Tag: fairy tales

  • Book Review: Thornhedge

    Book Review: Thornhedge

    There’s a princess trapped in a tower. This isn’t her story.

    Meet Toadling. On the day of her birth, she was stolen from her family by the fairies, but she grew up safe and loved in the warm waters of faerieland. Once an adult though, the fae ask a favor of Toadling: return to the human world and offer a blessing of protection to a newborn child. Simple, right?

    If only.

    Centuries later, a knight approaches a towering wall of brambles, where the thorns are as thick as your arm and as sharp as swords. He’s heard there’s a curse here that needs breaking, but it’s a curse Toadling will do anything to uphold…

    Thornhedge by T. Kingfisher is a beautiful novella that both honours and subverts traditional fairy tales: This is, after all, not a story about the princess in the tower!

    One of the most striking aspects of the novella for me was the writing style. Kingfisher has a way of writing where the words seem strange and unusual together, but they’re formed in such a way that help you understand what the characters are feeling. Even something like this:

    She would never be able to describe the ride. No one ever asked her, but she would have liked to have the words to fit around it, if only for herself. It was like a dream that went on for many hours, and in the morning the fragments still lay dusted across her shoulders.

    It just reminds me why I love reading. When done well, writing is such a beautiful art form.

    The magic system is well crafted—simple, but effective, and aesthetically very pleasing. Toadling, the main character, is able to draw on the water around her, and that gives the magic a ‘wetness’, which lends itself well to analogies:

    The drops became a stream, became a torrent, and then Toadling was swimming in the magic, surrounded by it.

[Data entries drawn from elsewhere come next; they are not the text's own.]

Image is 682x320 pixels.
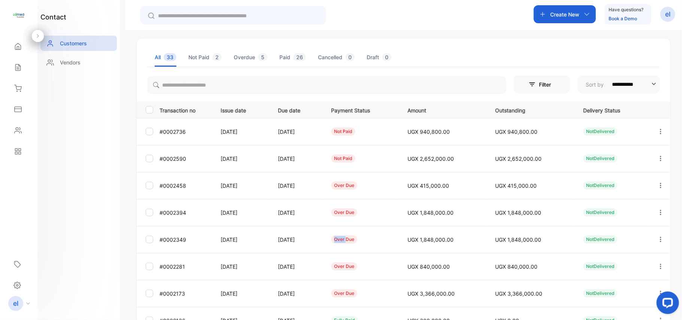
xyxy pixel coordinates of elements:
[13,10,24,21] img: logo
[60,58,81,66] p: Vendors
[496,128,538,135] span: UGX 940,800.00
[278,128,316,136] p: [DATE]
[278,182,316,190] p: [DATE]
[221,263,263,270] p: [DATE]
[331,127,355,136] div: not paid
[221,128,263,136] p: [DATE]
[583,235,618,243] div: NotDelivered
[609,16,637,21] a: Book a Demo
[496,155,542,162] span: UGX 2,652,000.00
[331,105,392,114] p: Payment Status
[583,208,618,217] div: NotDelivered
[331,235,357,243] div: over due
[408,236,454,243] span: UGX 1,848,000.00
[331,181,357,190] div: over due
[550,10,579,18] p: Create New
[279,48,306,67] li: Paid
[221,155,263,163] p: [DATE]
[160,182,211,190] p: #0002458
[408,182,449,189] span: UGX 415,000.00
[278,105,316,114] p: Due date
[160,209,211,217] p: #0002394
[583,289,618,297] div: NotDelivered
[278,236,316,243] p: [DATE]
[234,48,267,67] li: Overdue
[408,290,455,297] span: UGX 3,366,000.00
[278,155,316,163] p: [DATE]
[408,128,450,135] span: UGX 940,800.00
[318,48,355,67] li: Cancelled
[258,53,267,61] span: 5
[382,53,391,61] span: 0
[367,48,391,67] li: Draft
[212,53,222,61] span: 2
[160,105,211,114] p: Transaction no
[40,55,117,70] a: Vendors
[496,209,542,216] span: UGX 1,848,000.00
[665,9,670,19] p: el
[40,36,117,51] a: Customers
[583,105,642,114] p: Delivery Status
[221,209,263,217] p: [DATE]
[660,5,675,23] button: el
[278,263,316,270] p: [DATE]
[345,53,355,61] span: 0
[160,155,211,163] p: #0002590
[13,299,18,308] p: el
[188,48,222,67] li: Not Paid
[160,263,211,270] p: #0002281
[496,105,568,114] p: Outstanding
[408,209,454,216] span: UGX 1,848,000.00
[408,105,480,114] p: Amount
[40,12,66,22] h1: contact
[408,155,454,162] span: UGX 2,652,000.00
[331,262,357,270] div: over due
[160,236,211,243] p: #0002349
[160,128,211,136] p: #0002736
[578,75,660,93] button: Sort by
[221,290,263,297] p: [DATE]
[331,208,357,217] div: over due
[221,236,263,243] p: [DATE]
[278,290,316,297] p: [DATE]
[534,5,596,23] button: Create New
[60,39,87,47] p: Customers
[155,48,176,67] li: All
[651,288,682,320] iframe: LiveChat chat widget
[408,263,450,270] span: UGX 840,000.00
[496,182,537,189] span: UGX 415,000.00
[583,154,618,163] div: NotDelivered
[583,127,618,136] div: NotDelivered
[221,182,263,190] p: [DATE]
[583,262,618,270] div: NotDelivered
[278,209,316,217] p: [DATE]
[586,81,604,88] p: Sort by
[331,289,357,297] div: over due
[331,154,355,163] div: not paid
[609,6,644,13] p: Have questions?
[496,263,538,270] span: UGX 840,000.00
[221,105,263,114] p: Issue date
[293,53,306,61] span: 26
[164,53,176,61] span: 33
[496,236,542,243] span: UGX 1,848,000.00
[160,290,211,297] p: #0002173
[496,290,543,297] span: UGX 3,366,000.00
[583,181,618,190] div: NotDelivered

    The novel’s structure is equally sophisticated. We move between past and present with a growing urgency. As the narrative progresses, these switches happen more quickly as the book goes on, with the backstory and current events drawing closer together until they finally meet.

    And, of course, at the heart of the story are its characters, Toadling and Halim. Toadling in particular is irresistible. Her quirks and imperfections only make her more endearing. She forms a relationship with the self-deprecating and overly apologetic Halim in a way that feels natural and authentic.

    Together these elements combine in a way that feels fresh in a space so heavily saturated—fairy tales and fae are, of course, long-written and well-read genres. But I think even seasoned readers will find something new in this novella. It is a short read that will stay with you for long after you finish.